Yesterday for dinner, we made a salad.

I like salad.

strawberries

I like salad especially this time of year, when the weather’s crazy hot in Nashville, the kind of hot where your shirt sticks to your back and sweat beads on your upper lip and walking down a street holding your fiancé’s hand means having to wipe your palm on your pant leg afterwards. This particular year, the heat has brought with it cicadas, ugly little flying creatures with bright red eyes and loud chirping noises, camped out in the trees, on my house, and, for a tragic few minutes Monday morning, right in my freshly washed hair. It’s been something.
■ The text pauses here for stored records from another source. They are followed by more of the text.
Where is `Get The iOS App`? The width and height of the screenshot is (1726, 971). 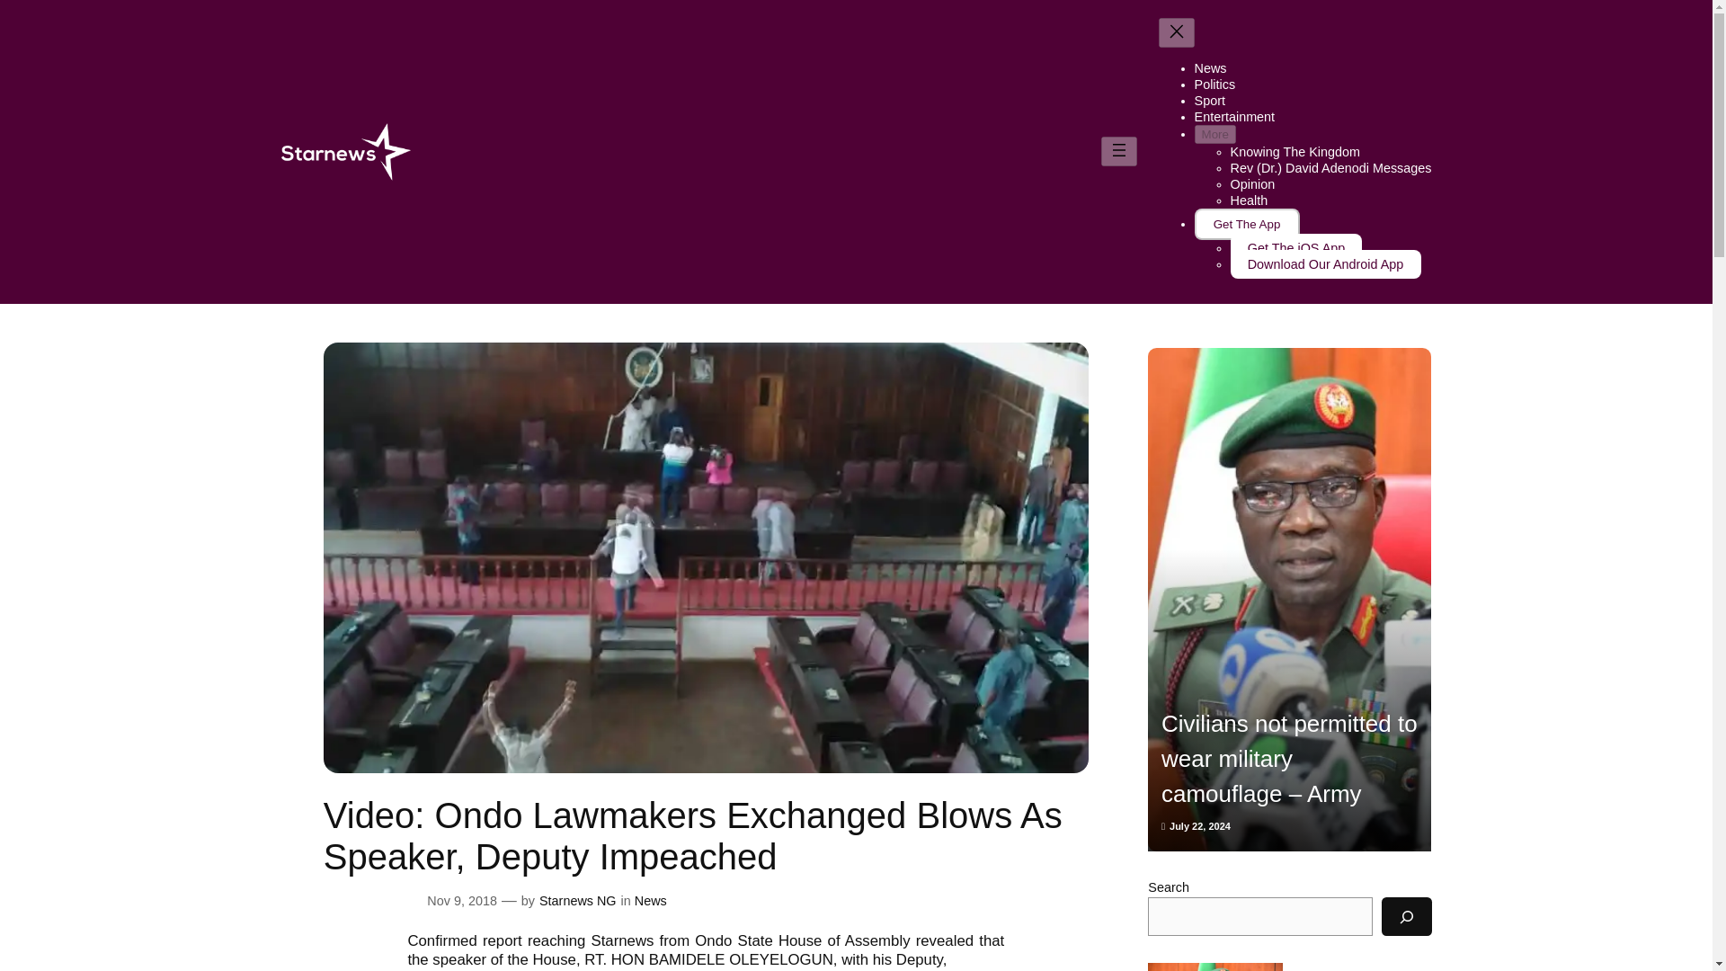 Get The iOS App is located at coordinates (1296, 248).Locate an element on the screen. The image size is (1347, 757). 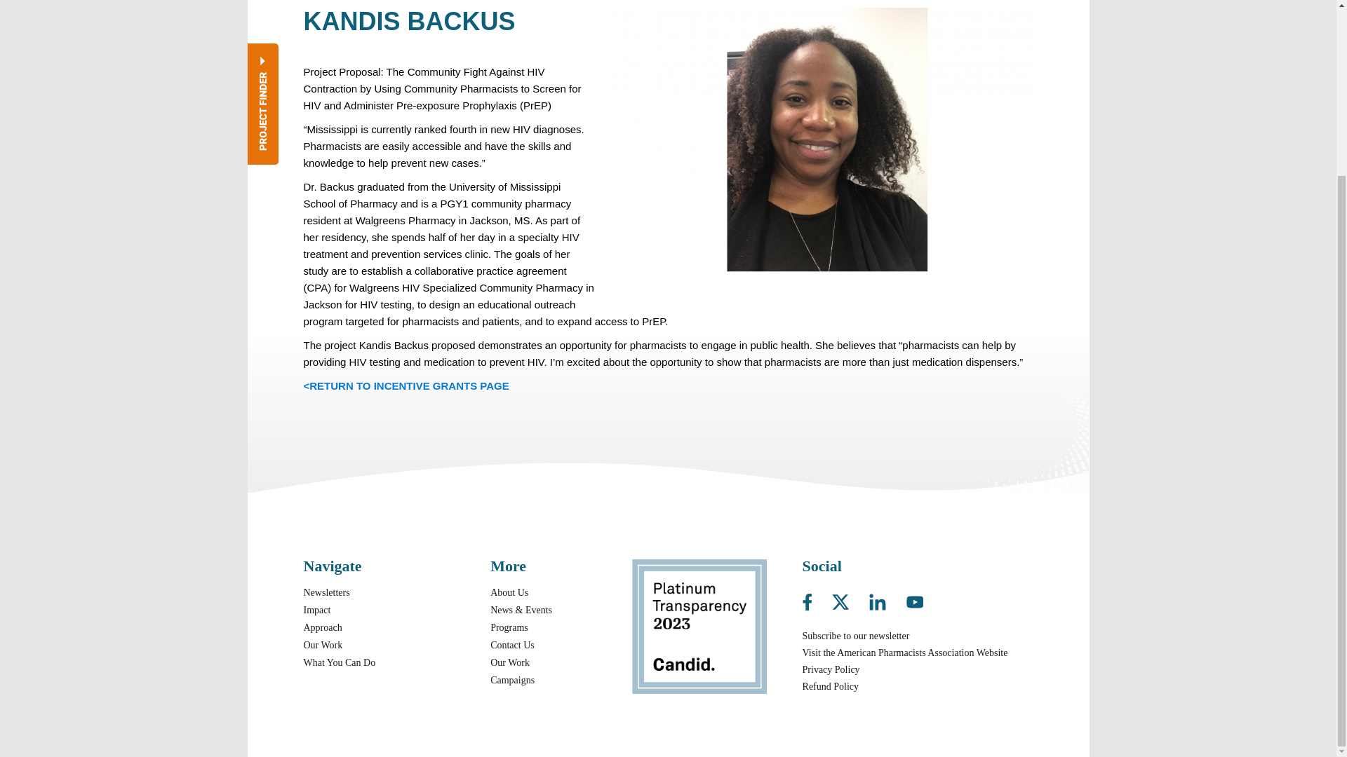
Newsletters is located at coordinates (325, 593).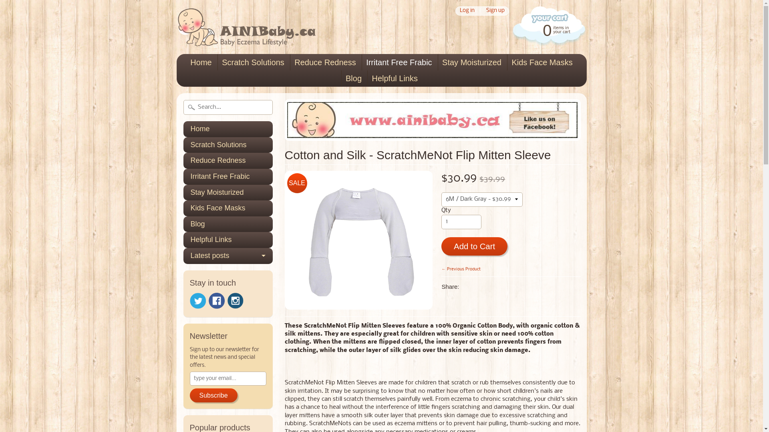 The height and width of the screenshot is (432, 769). Describe the element at coordinates (395, 78) in the screenshot. I see `Helpful Links` at that location. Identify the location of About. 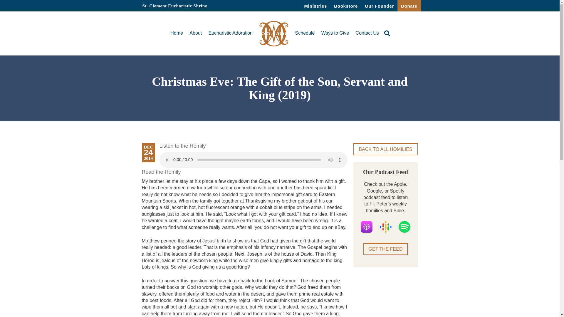
(196, 33).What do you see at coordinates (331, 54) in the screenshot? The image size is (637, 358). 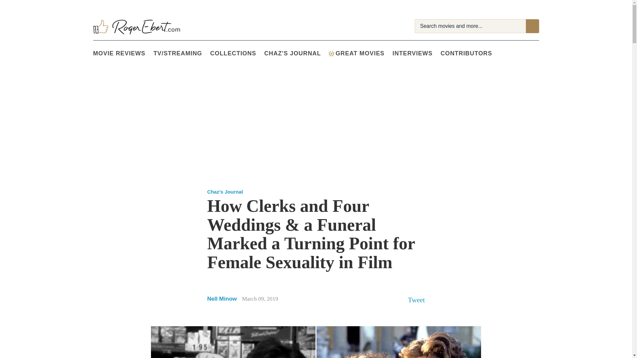 I see `Great Movies` at bounding box center [331, 54].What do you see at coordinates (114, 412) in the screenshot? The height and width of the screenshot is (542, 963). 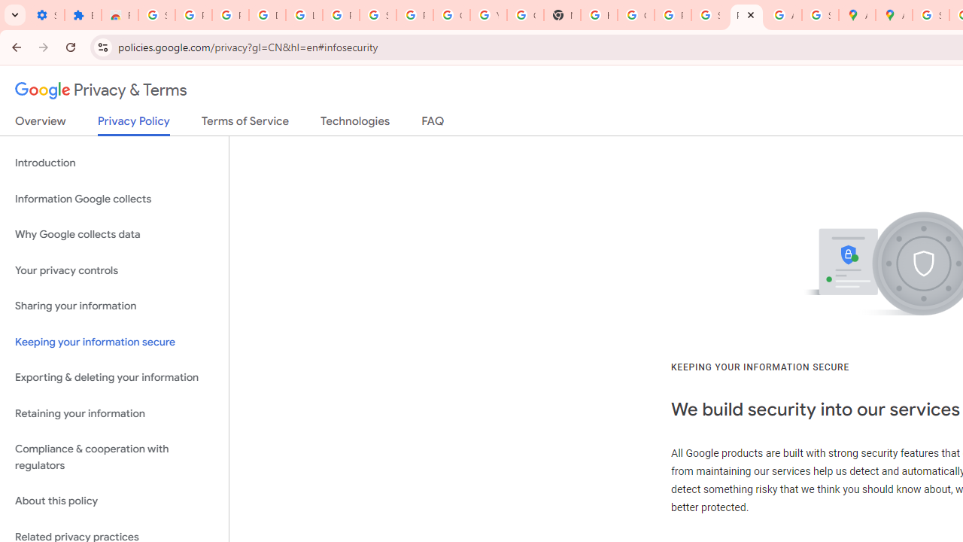 I see `Retaining your information` at bounding box center [114, 412].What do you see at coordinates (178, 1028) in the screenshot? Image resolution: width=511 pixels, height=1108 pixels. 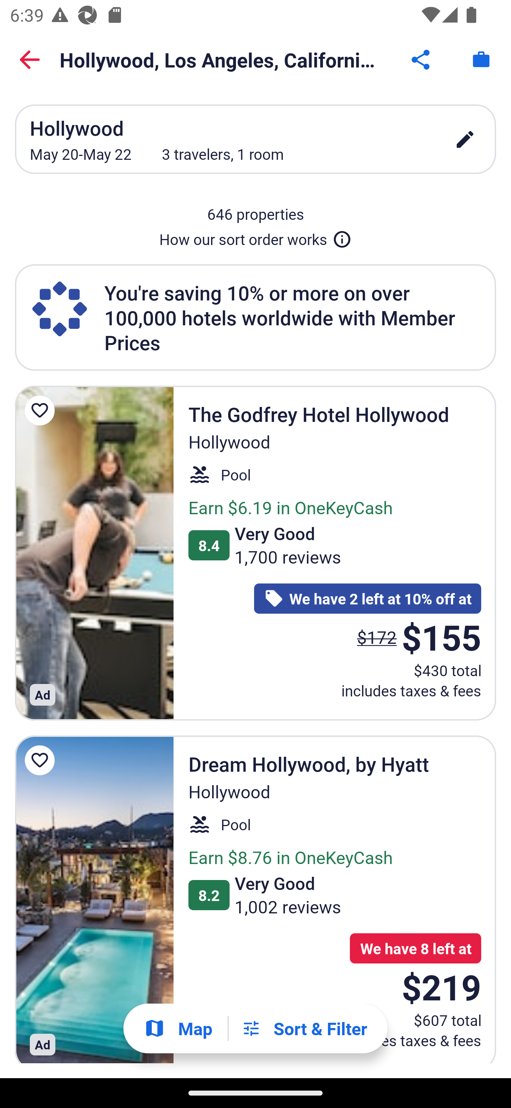 I see `Show map Map Show map Button` at bounding box center [178, 1028].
But thankfully, these 90-degree days have also brought with them the more agreeable experiences of popsicles, tank tops, week-long visits from my brother (which included the purchase of one very expensive white dress), homemade ice cream, flip flops, Memorial Day grilling, and, back to the original topic, giant summer salads.

(I mean, the salads don’t exactly make up for having to be swatted at on your way into a weekday lunch, but they certainly help.)

pouring oil on the salad

The idea for Tuesday’s salad came pretty simply: Tim got a block of Parmesan as a birthday gift, and we all know Parmesan works wonderfully atop a salad. We bought some berries and arugula and combined them with Trader Joe’s balsamic, olive oil, salt, pepper, honey, and big shavings of Parmesan.

adding some Parm

And while we both thought the salad needed the extra crunch of nuts—pine nuts? walnuts? toasted almonds? and Tim really liked the sound of adding a sheep’s milk feta throughout, even as it was, it made a refreshing meal. Oh and on the side, there was garlic bread: toasted rosemary sourdough topped with butter and sliced roasted garlic. Pure perfection.

garlic bread

Given that this recipe is still a sort of work in progress, two things:

1) I’d love to hear your versions or ideas for improvements.
2) I feel like I should offer you something else today.